Aging is Getting Old

To be perfectly frank, I do not like aging and cannot, in good faith, recommend it. But I love being old and you can’t get here without all the nonsense that came before.

For me, aging is the equivalent of coming down with a cold. While in your heart, you know it’s progressing into something inevitable, you bravely hope that eating gummies shaped like fruit slices is going to magically turn the tide. When it comes to aging, you waste valuable resources getting MRI’s of what you’re sure is a tumor but turns out to be belly fat and thinking if only you’d been a better parent your offspring wouldn’t have grown up.
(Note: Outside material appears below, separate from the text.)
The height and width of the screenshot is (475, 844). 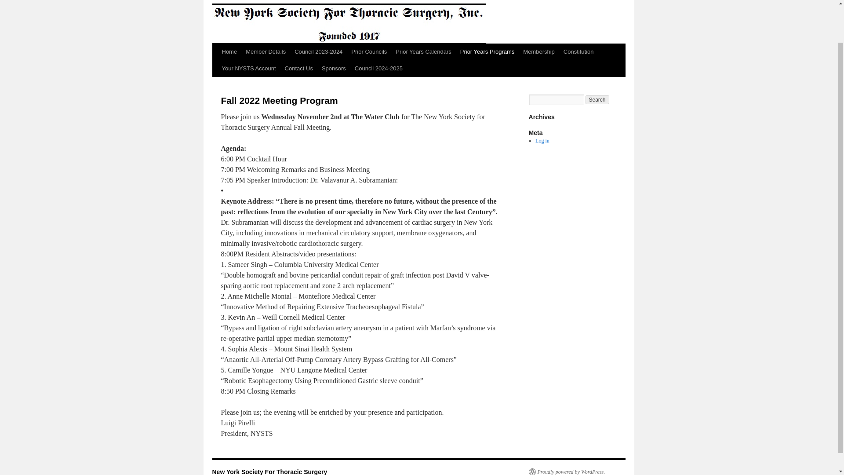 What do you see at coordinates (578, 52) in the screenshot?
I see `Constitution` at bounding box center [578, 52].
You add in another supplement, double-up on your knee exercises and seek to reinvent yourself. Aging is hard work. Doing everything you can to deny that the illusion of mastery that defines midlife is slip-sliding away is bound to leave you cranky.
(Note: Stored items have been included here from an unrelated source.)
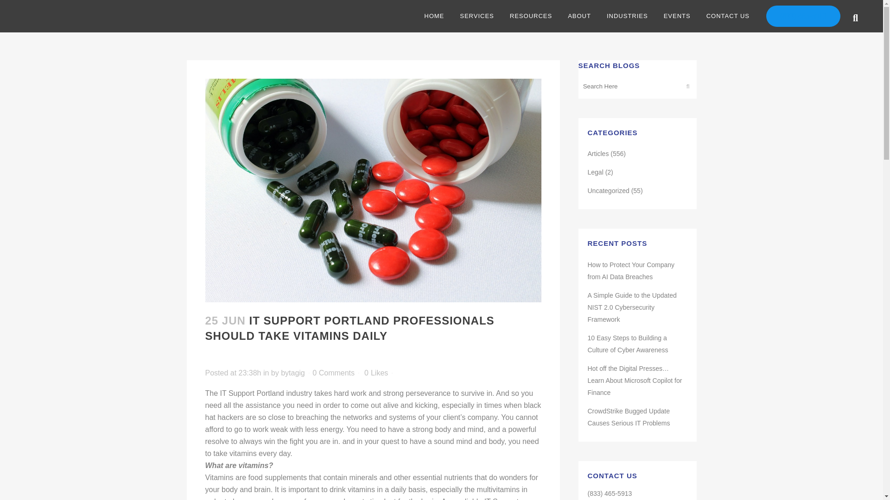 Image resolution: width=890 pixels, height=500 pixels. What do you see at coordinates (627, 16) in the screenshot?
I see `INDUSTRIES` at bounding box center [627, 16].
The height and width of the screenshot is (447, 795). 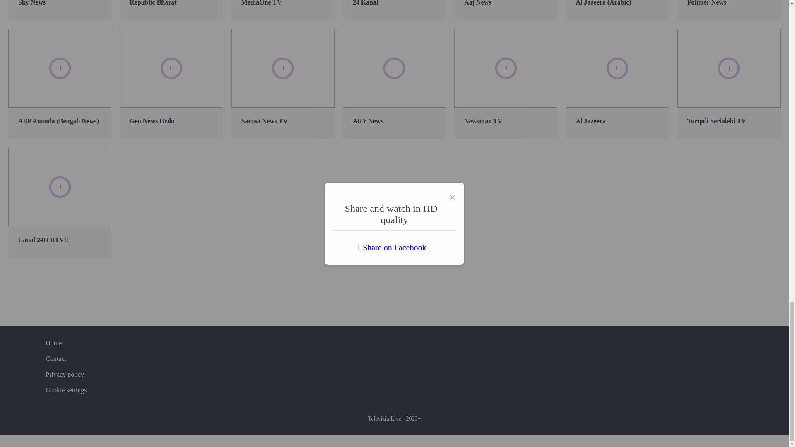 What do you see at coordinates (283, 84) in the screenshot?
I see `Samaa News TV` at bounding box center [283, 84].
Eventually, there comes the day that you look in the mirror and when you see your grandmother, you realize that dyeing your hair red just made you look like grandma but with red hair. And then, when you finally get that it’s game over, that’s when aging ends and old begins.
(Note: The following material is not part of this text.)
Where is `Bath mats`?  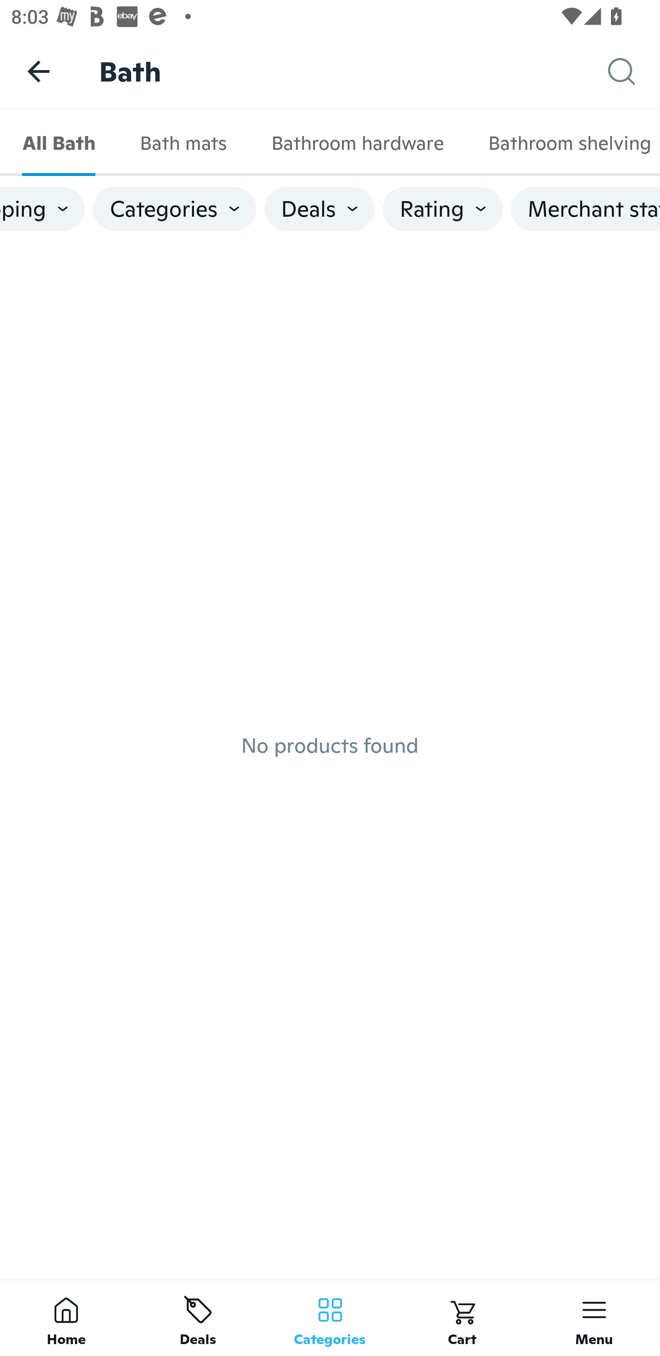
Bath mats is located at coordinates (183, 143).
I love being old because I can trot around the living room in a dress that makes me look like a dancing bear, and who cares. I love that my grandsons have no idea just how bad my Jimmy Durante imitation is because they don’t know who Jimmy Durante is. They think I’m hilarious. I love that I am no longer envious of my friend who moved in with her daughter because she called within weeks to tell me she’d had her car keys taken away. I love that I’ve learned that when despair comes to visit, if I graciously offer to share a cup of tea, she’ll soon be on her way. I love that I’ve outlasted the bullies and naysayers. I love that the shower grab bar we thought was a rip-off when the contractor installed it years ago turns out to be pure genius. I love that I’ve come to value freedom over success. I love that there are people in my life who think I’m incorrigible and I love that we’re growing old together.

So here’s to those of us who are aging, to those of us who are old, and especially to those who have stopped thinking about all this and are just living life without feeling the need to label it. Godspeed to us all.


Feel free to share this providing proper credit to Carol Orsborn
and a link to CarolOrsborn.com.

About Carol Orsborn

Carol Orsborn, Ph.D. has written over 30 books including her critically-acclaimed Older, Wiser, Fiercer: The Wisdom Collection and The Spirituality of Age: A Seeker’s Guide to Growing Older with Dr. Robert L. Weber, which was awarded Gold in the Nautilus Book Awards in the category of Aging Consciously. She is founder and curator of Fierce with Age: The Archives of Boomer Wisdom, Inspiration and Spirituality housed at CarolOrsborn.com. She is host of the 2 leading book clubs in the field of conscious aging: Sage-ing International's live, virtual The Sage-ing Book Club and the in-person Conscious Aging Book Club, sponsored by Parnassus Books, Nashville. She received her doctorate in the History and Critical Theory of Religion from Vanderbilt University with specialization in the areas of adult spiritual development and ritual studies.